Reads run a shorter eight-phase path with the same authentication and authorization. Every write is audited end to end; reads of sensitive data are audited too.
The guarantees
These rules come from DDRT's normative engineering blueprints — the platform's constitution. Breaking any of them requires a new major version of the framework, not a sprint.
The same request follows the same phases in the same order, every time. No hidden paths, no special cases for “trusted” code.
Only the kernel opens, commits, or rolls back a transaction. Modules and extensions operate inside boundaries they cannot move.
Every permission decision is made in one place, against one deny-by-default model. There is no second, weaker gate to sneak past.
Every state change is attributable — who, what, when, from where. Reads of sensitive data are audited too, not just writes.
External calls — payment providers, SMS, insurers — are forbidden inside a database transaction. Slow networks can never hold your data hostage.
Minor versions are backward-compatible by rule. Your configuration and extensions survive updates — that is a contract, not a hope.
Why this matters to a buyer: feature lists converge; guarantees don't. Any vendor can demo a form. Very few can tell you, in writing, what their platform refuses to let happen.
The configuration engine
The platform reads its own definition — tables, fields, forms, workflows, permissions, navigation — from metadata at startup. Adapting DDRT to your institution is a governed configuration exercise, not a software project with a release train.
The proof it generalizes: the same kernel behind the full hospital build also drives a complete packaged-water product — production, route sales, an offline field app — and a multi-channel retail POS. Different industries, same kernel, different metadata.
Extensibility
When configuration isn't enough, DDRT extends through controlled hooks — additive only, at named lifecycle points, inside the same governance as everything else.
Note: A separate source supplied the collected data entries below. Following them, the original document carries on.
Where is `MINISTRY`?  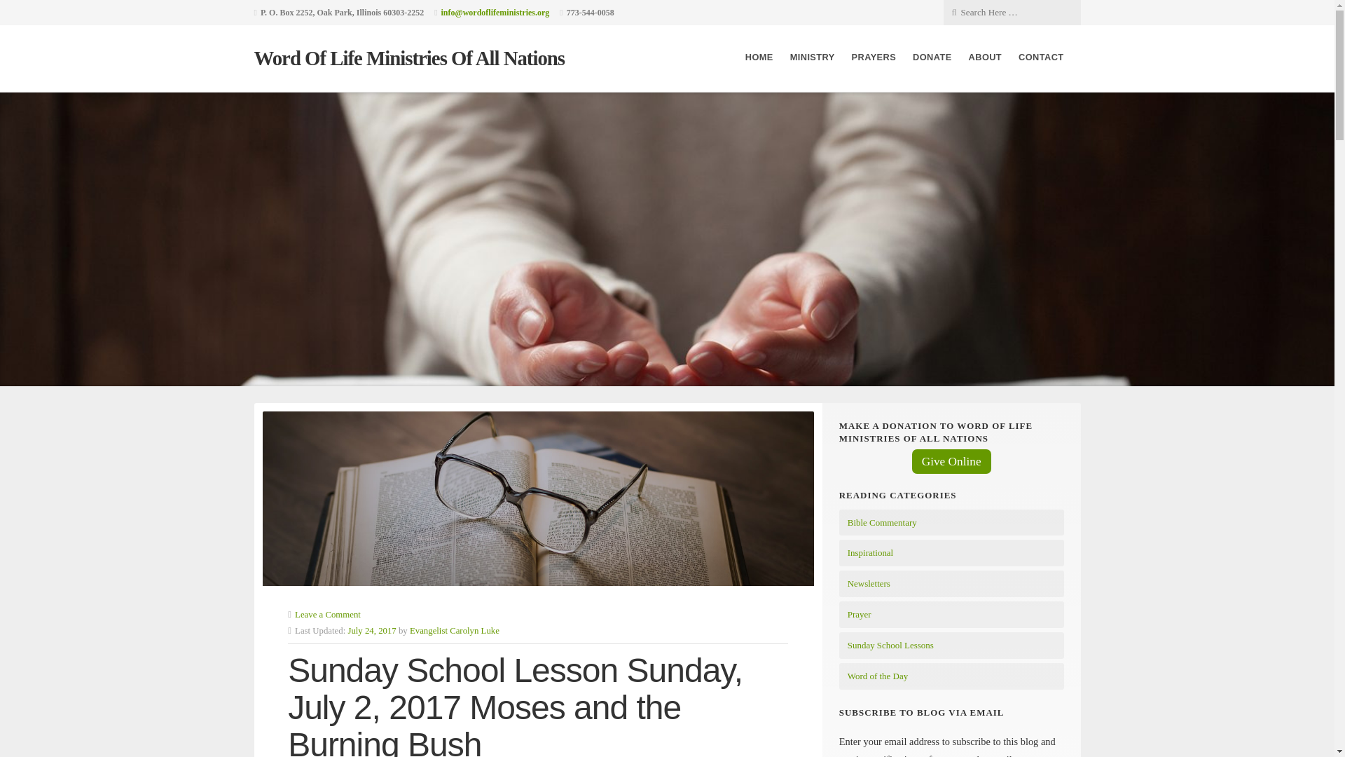 MINISTRY is located at coordinates (813, 57).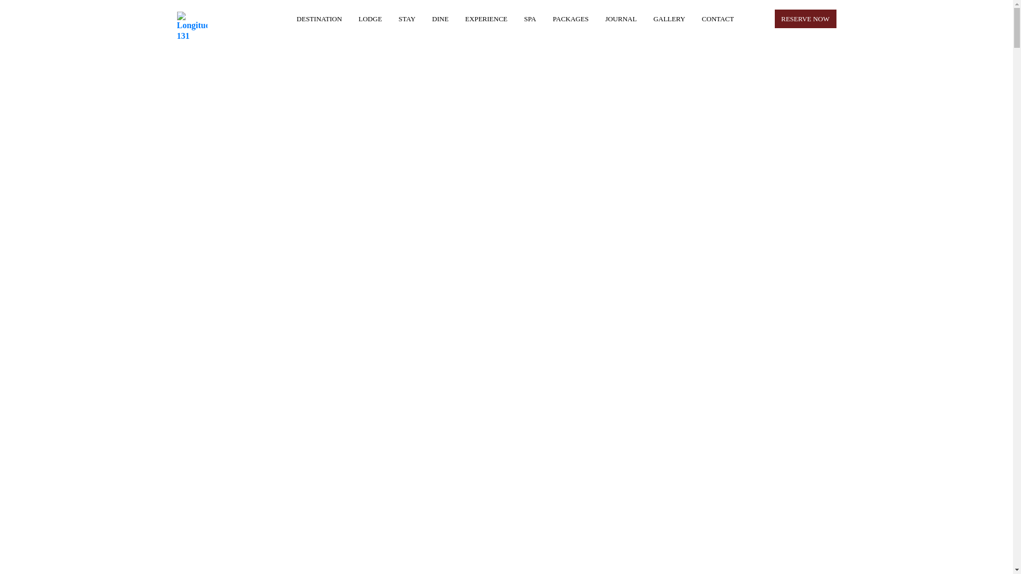 This screenshot has width=1021, height=574. Describe the element at coordinates (370, 19) in the screenshot. I see `LODGE` at that location.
Extensions attach at Before-Validate, Before-Save, After-Save, and After-Commit — the same phases you saw above. Nowhere else.
Touch the database directly, override the lifecycle, grant permissions, or call external systems inside a transaction. These are architectural walls, not review comments.
An architecture linter runs in CI on every change: forbidden imports, lifecycle bypasses, and boundary violations fail the build automatically.
Security & trust
Security isn't a module that could be misconfigured off — it's the execution model itself. Every claim below is demonstrable in the live demo, on request, against the running system.
Read the security overviewAI on the platform
Assistants are embedded in the workstations — summarizing patient timelines, drafting claims, flagging stock-outs — and they obey the same rules as the humans they help: scoped to the user's role, grounded in your institution's data, and audited on every read. On the appliance, AI can run entirely on your own hardware — so patient data never has to leave the building.
Deployment
Most vendors offer you their cloud and call it a choice. DDRT was engineered for the harder reality — including facilities where power and connectivity cannot be assumed.
We run it, you govern it. Fastest path to live for connected facilities and multi-site groups.
Your infrastructure, your policies, our platform. For institutions with existing IT estates and sovereignty requirements.
A self-contained server image for your server room. Clinical work continues on your local network when the internet doesn't — payments and claims queue and retry.
Next step
The demo runs on the live product, and everything on this page can be shown running — the permission model, the audit trail, the appliance, the offline behaviour. No slideware.